25 “Know and understand this: From the time the word goes out to restore and rebuild Jerusalem until the Anointed One, the ruler, comes, there will be seven ‘sevens,’ and sixty-two ‘sevens.’ It will be rebuilt with streets and a trench, but in times of trouble. 26 After the sixty-two ‘sevens,’ the Anointed One will be put to death and will have nothing. The people of the ruler who will come will destroy the city and the sanctuary. The end will come like a flood: War will continue until the end, and desolations have been decreed. 27 He will confirm a covenant with many for one ‘seven.’ In the middle of the ‘seven’ he will put an end to sacrifice and offering. And at the temple he will set up an abomination that causes desolation, until the end that is decreed is poured out on him.”
QUESTIONS
1. Daniel 9:21 indicates that Daniel received an answer to his prayer while he was still praying. Why do you suppose God was so quick to speak to Daniel?

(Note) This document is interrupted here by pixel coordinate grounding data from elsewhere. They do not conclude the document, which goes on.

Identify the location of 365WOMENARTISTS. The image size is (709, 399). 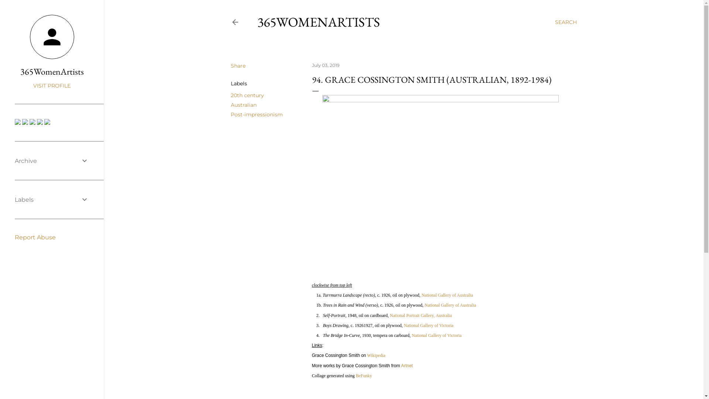
(318, 22).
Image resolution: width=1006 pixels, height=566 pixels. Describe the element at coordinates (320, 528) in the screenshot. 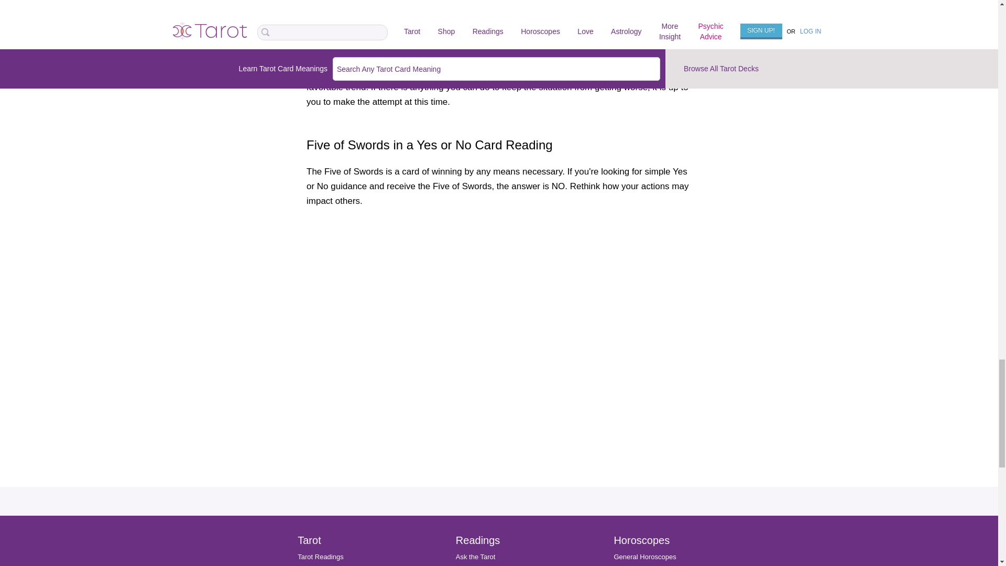

I see `Tarot Readings` at that location.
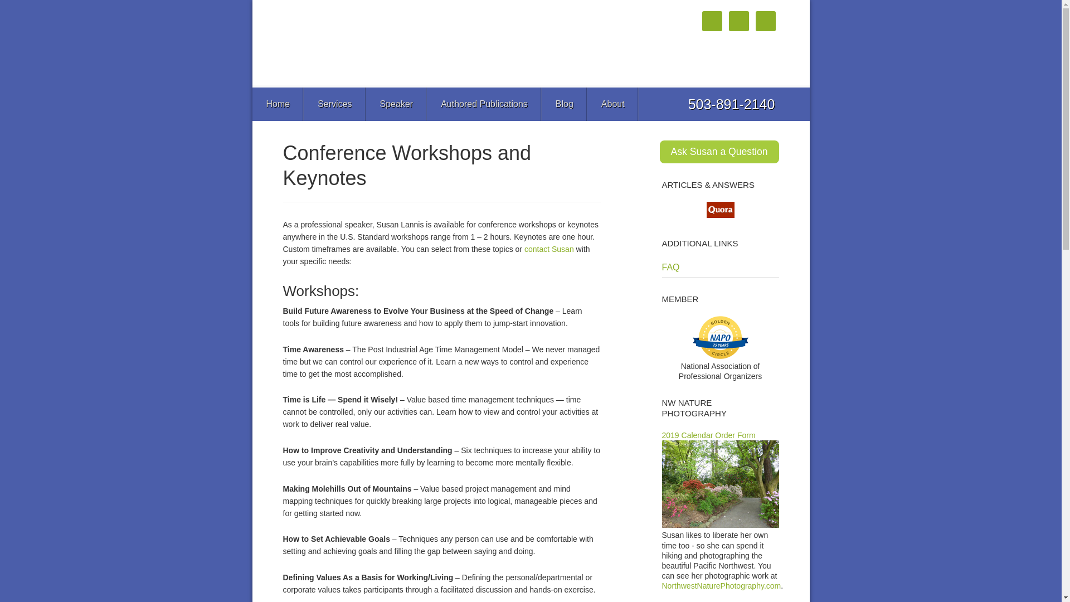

2. Many scholars see the details of Daniel 9:26-27 as describing the events of 171-164 BC when Antiochus IV Epiphanes killed an “anointed” priest, “put an end” to Jewish worship, and installed an “abomination that causes desolation” in the Temple. If this is the case, then in Mark 13, Jesus reapplied these symbols to his first century context because many similar things were happening in His own day. He as God’s anointed would be killed, and the Jerusalem Temple would be destroyed by the Romans. Why do you suppose history seems to repeat so often? What does the end of this vision (and really all the visions of Daniel) teach us about the end of each cycle of history?